August Books 19) The Mysterious Affair At Styles, by Agatha Christie

Aug 18, 2013 22:56


Written in 1916, set in 1917, published in 1920, this was Agatha Christie's first murder mystery and also the first novel starring Hercule Poirot - already described as old and a refugee from occupied Belgium, yet with another fifty years of detecting ahead of him. It's a little rough around the edges - in particular, the narrator's infatuation with one of the suspects is a bit overdone - but as John Curran says in the foreword to my edition, it has a lot of the ingredients of Christie's future success in place: "an extended family, a poisoning drama, a twisting plot, and a dramatic and unexpected final revelation." Still, I suspect its popularity rests on its crucial place in the chronology of the Christie canon and on a couple of decent screen adaptations rather than on general quality. I had read it as a teenager but completely forgotten any of the details.

My edition also includes the deleted original version of the final scene, where Poirot would have unfolded the solution while testifying in court; Christie's publisher told her that this was too implausible (this, in a novel with time-travelling robots a Martian invasion three different people accessing strychnine the day the victim decides to change the terms of her will) and she opted instead for the grand revelation scene in the drawing room for which she was to become famous. It's also notable that the story is illustrated with maps and handwriting samples, to add verisimilitude, a bit reminiscent of the way we are told that Tintin in the Land of the Soviets is a montage of our hero's own photographs; there's probably a micro-study to be done of how and why Christie moved away from that technique.

This is the fifth most popular of Christie's novels on LibraryThing, and the fourth starring Poirot, but only the first in which the perpetrator(s) of the crime are actually handed over to the police and judicial system at the end. And for all that Christie is seen as the poison queen, this is also the first which solely features poisoning -  Roger Ackroyd is not poisoned, nobody in Death on the Nile is poisoned, and the victim on the Orient Express is drugged but done away with by more physical means. I shall keep tracking these statistics (if I keep up my Christie reading).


- _Problem description_: Where the entries below show "has width=526, height=303.", begin there and print that line and all following lines exactly, through the last, omitting pictures.

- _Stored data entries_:
---
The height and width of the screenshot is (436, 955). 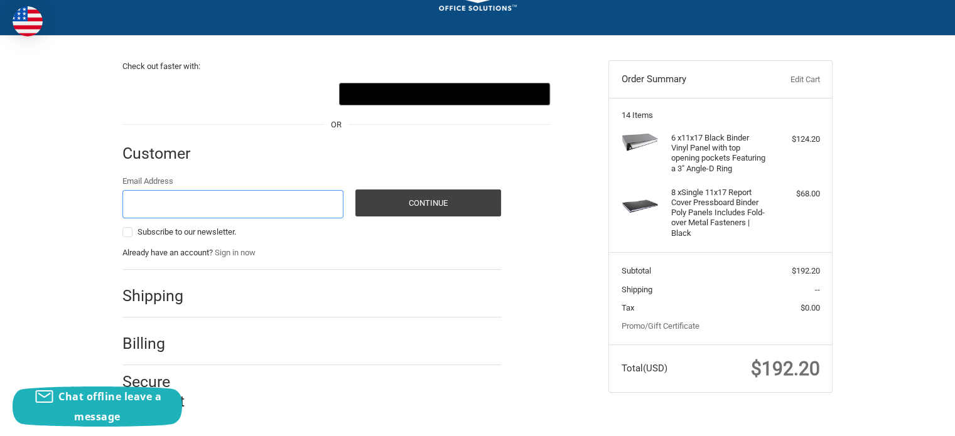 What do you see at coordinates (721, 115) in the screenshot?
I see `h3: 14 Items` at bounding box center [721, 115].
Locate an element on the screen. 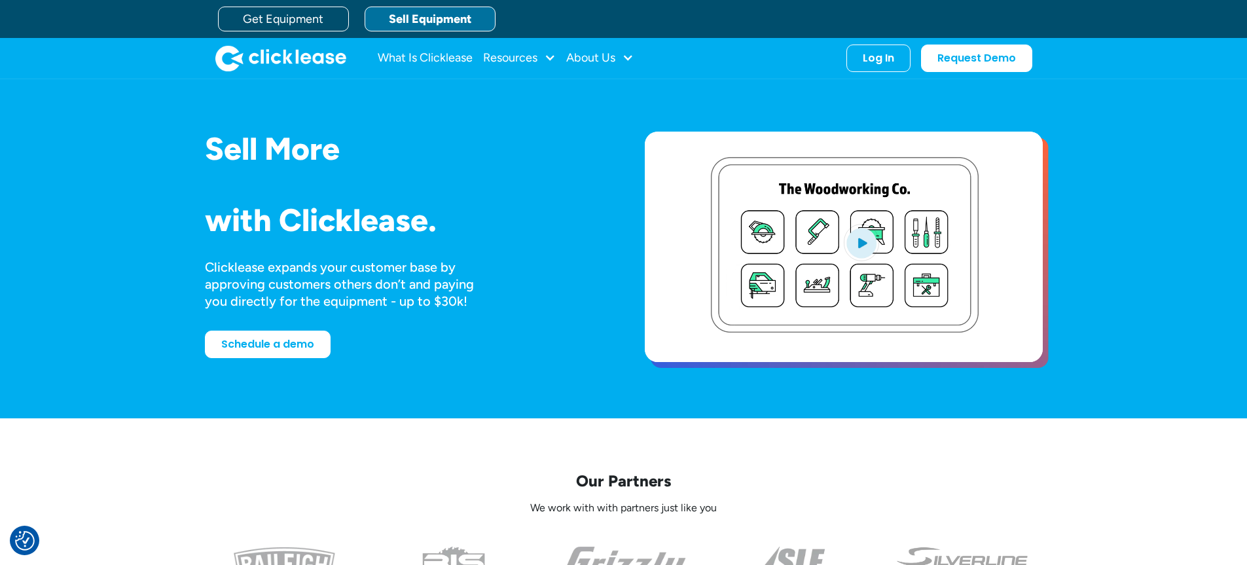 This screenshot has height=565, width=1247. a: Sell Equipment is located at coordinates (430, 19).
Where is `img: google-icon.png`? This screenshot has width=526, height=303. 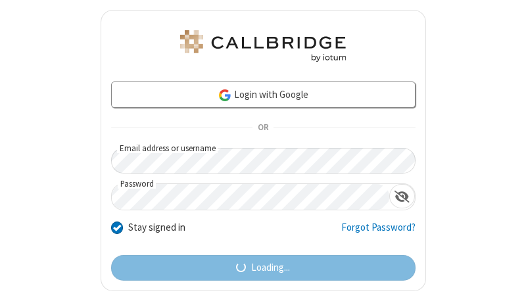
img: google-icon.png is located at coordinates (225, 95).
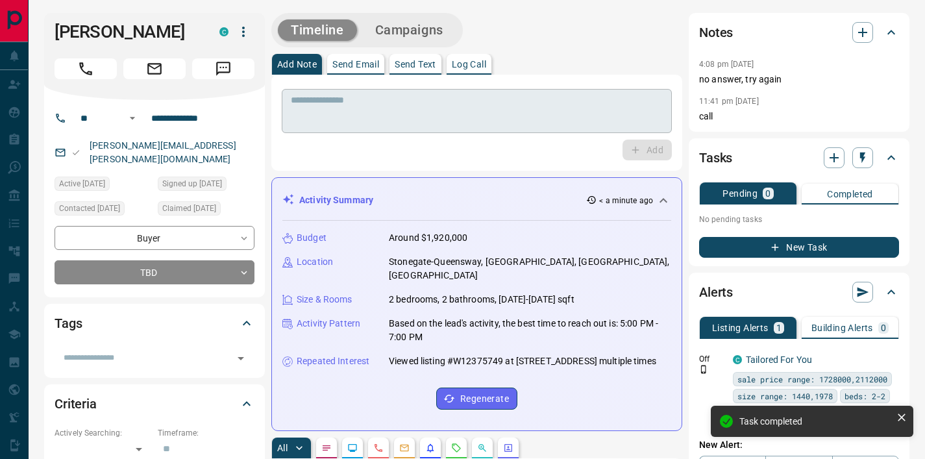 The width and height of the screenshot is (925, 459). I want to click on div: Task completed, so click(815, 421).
---
- _Exercise output_:
Where is `img: google-icon.png`? This screenshot has width=526, height=303. 
img: google-icon.png is located at coordinates (225, 95).
 The width and height of the screenshot is (925, 459). I want to click on div: Task completed, so click(815, 421).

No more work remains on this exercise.